When it comes to attracting celebrity wealth seeking shelter from taxes, the Cayman Islands and other classic Caribbean tax havens are receding in favor, according to tax experts here and overseas. But for earnings derived from intellectual property such as royalties, the Netherlands has become a tax shelter of choice.
The securities industry dodged a bullet on Monday when the Supreme Court threw out a private antitrust suit that accused 10 leading investment banks of conspiring to fix prices for the initial public offerings of hundreds of technology companies during the 1990s.
As the contemporary environmental movement built momentum in the mid-to-late 1960s, undermining the public trust in many a corporation, newly greened corporate images flooded the airwaves, newspapers and magazines.
Seven international banks have been served with subpoenas over the global interest setting scandal. Barclays, Citigroup, Deutsche Bank, HSBC, JPMorgan Chase, Royal Bank of Scotland and UBS - have been asked to provide relevant "documents and communications" to the New York attorney-general.

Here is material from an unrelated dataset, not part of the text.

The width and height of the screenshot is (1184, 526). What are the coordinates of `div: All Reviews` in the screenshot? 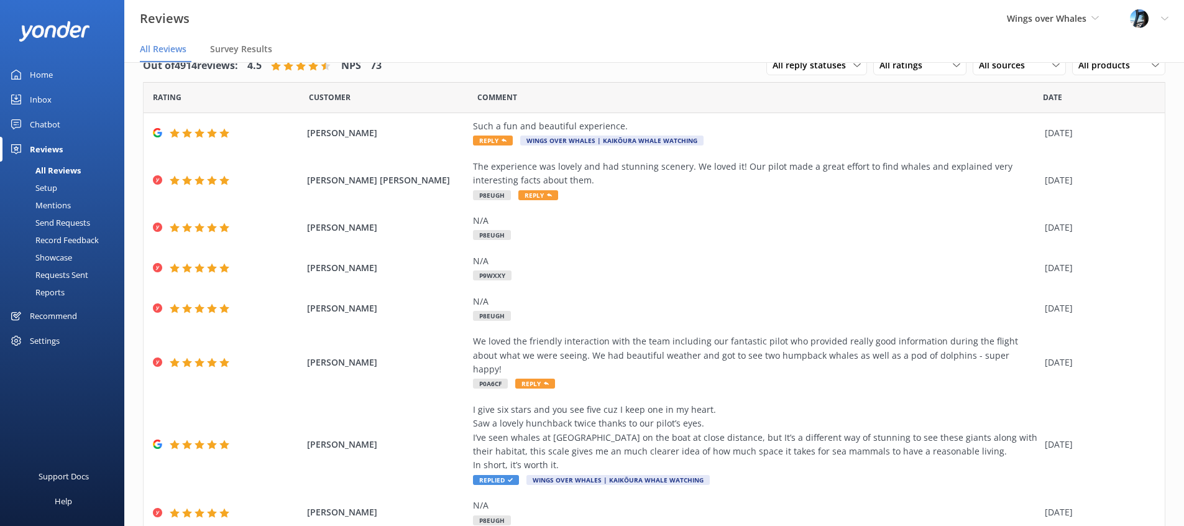 It's located at (44, 170).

The largest U.S. banks sold expensive subprime loans more frequently to minorities than whites, according to a study released Wednesday by a community activist group.
International financial consortia have already squeezed local shareholders out of banks in El Salvador, and now they are expected to sideline the state, all of which will contribute to widening the gap between rich and poor.
A committee filled with business leaders and academics was created yesterday to consider changes in the Sarbanes-Oxley Act and other laws and regulations governing securities markets and companies, with the intention of improving competitiveness for American markets.
A "healthy" number of companies have admitted paying bribes under a new World Bank disclosure program, which encourages firms that have worked on bank-funded projects to report corruption or fraud.
A battle over Wal-Mart Stores Inc.'s effort to get into financial services might derail the growth of company-owned banks, as well as Utah's ambitions to become to such lenders what Delaware is to corporations.